In the Java MCP SDK, MCP Servers and Clients creation require a transport implementation. The two transports supported in the mcp java sdk (at this time) are stdio and http.
The purpose of this project is to provide alternative transports for developers interested in building there MCP Servers. The intention is to start with Java Implementations and provide Python and Javascript implementations as requested by the communitity and/or to use remote services across runtime environments (e.g. Python <-> Java).
Project: com.composent.ai.mcp.transport.uds: Unix Domain Sockets transport to support MCP sync or async server <-> client communication (Java)
UDS supports inter-process communication in the same operating system. For some use cases, this provides a higher level of security than http (e.g. localhost-only MCP server <-> client communication), and is somewhat more flexible than stdio.
Project: Example MCP Servers using UDS transport: MCP Async and Sync Servers (Java)
This example creates an Async and Sync MCP server that uses Unix Domain Sockets (UDS) as transport.
Here is the creation and use of the transport (sync):
// Create unix domain socket transport
UDSMcpServerTransportProvider transport = new UDSMcpServerTransportProvider(
socketPath, true);
// Create sync server
this.server = McpServer.sync(transport).serverInfo("example-sync-uds-transport-server", "1.0.0")
.capabilities(ServerCapabilities.builder().tools(true).build()).build();
logger.debug("uds sync server started");The socketPath variable has a valid Path instance identifying the file to be used for client connection on the local file system.
Project: Example MCP Clients using UDS transport: MCP Async and Sync Clients (Java)
Same form as sync example above.
This repo is a Bndtools Workspace. Bndtools 7.1+ with Eclipse is required to run and debug the examples without adding other meta-data.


Hand back the entries exactly as written, minus every picture.

........

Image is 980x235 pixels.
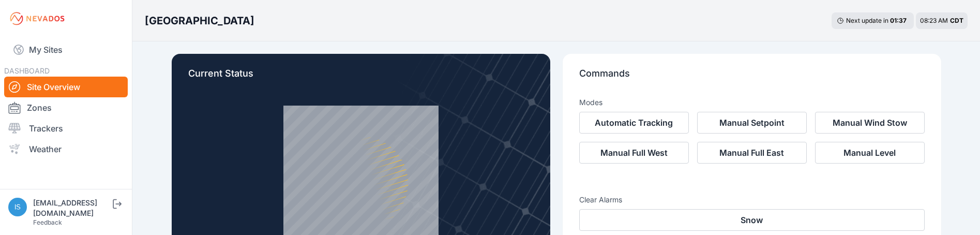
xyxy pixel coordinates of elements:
[4,66,50,75] span: DASHBOARD
[920,17,948,25] span: 08:23 AM
[950,17,963,25] span: CDT
[4,118,127,139] a: Trackers
[815,112,925,133] button: Manual Wind Stow
[579,209,925,230] button: Snow
[33,198,111,218] div: [EMAIL_ADDRESS][DOMAIN_NAME]
[579,66,925,89] p: Commands
[579,195,925,204] h3: Clear Alarms
[4,37,127,62] a: My Sites
[815,141,925,163] button: Manual Level
[8,198,27,216] img: iswagart@prim.com
[697,112,807,133] button: Manual Setpoint
[579,141,689,163] button: Manual Full West
[579,112,689,133] button: Automatic Tracking
[890,17,909,25] div: 01 : 37
[4,97,127,118] a: Zones
[145,13,254,28] h3: [GEOGRAPHIC_DATA]
[145,7,254,34] nav: Breadcrumb
[4,76,127,97] a: Site Overview
[579,97,602,108] h3: Modes
[846,17,888,25] span: Next update in
[8,11,66,27] img: Nevados
[4,139,127,159] a: Weather
[33,218,62,226] a: Feedback
[697,141,807,163] button: Manual Full East
[189,66,534,89] p: Current Status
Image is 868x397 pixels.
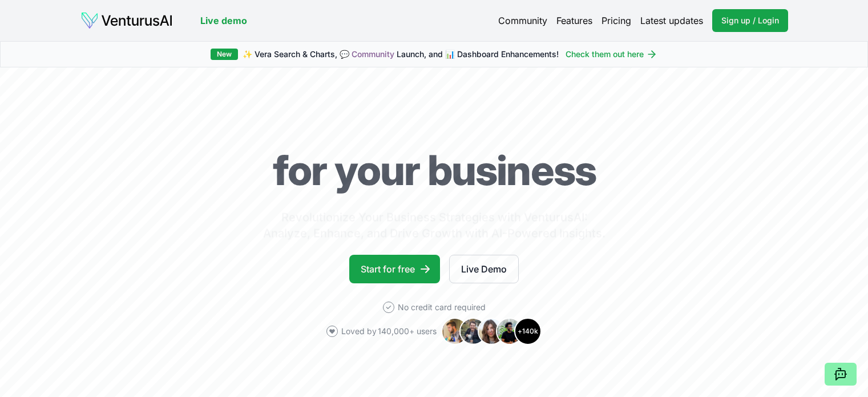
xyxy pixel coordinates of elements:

........

● **Problem solution**:
Image is 980x235 pixels.
xyxy pixel coordinates of elements:
[4,66,50,75] span: DASHBOARD
[920,17,948,25] span: 08:23 AM
[950,17,963,25] span: CDT
[4,118,127,139] a: Trackers
[815,112,925,133] button: Manual Wind Stow
[579,209,925,230] button: Snow
[33,198,111,218] div: [EMAIL_ADDRESS][DOMAIN_NAME]
[579,66,925,89] p: Commands
[579,195,925,204] h3: Clear Alarms
[4,37,127,62] a: My Sites
[815,141,925,163] button: Manual Level
[8,198,27,216] img: iswagart@prim.com
[697,112,807,133] button: Manual Setpoint
[579,141,689,163] button: Manual Full West
[579,112,689,133] button: Automatic Tracking
[890,17,909,25] div: 01 : 37
[4,97,127,118] a: Zones
[145,13,254,28] h3: [GEOGRAPHIC_DATA]
[145,7,254,34] nav: Breadcrumb
[4,76,127,97] a: Site Overview
[579,97,602,108] h3: Modes
[846,17,888,25] span: Next update in
[8,11,66,27] img: Nevados
[4,139,127,159] a: Weather
[33,218,62,226] a: Feedback
[697,141,807,163] button: Manual Full East
[189,66,534,89] p: Current Status
Image is 868x397 pixels.
xyxy pixel coordinates of elements:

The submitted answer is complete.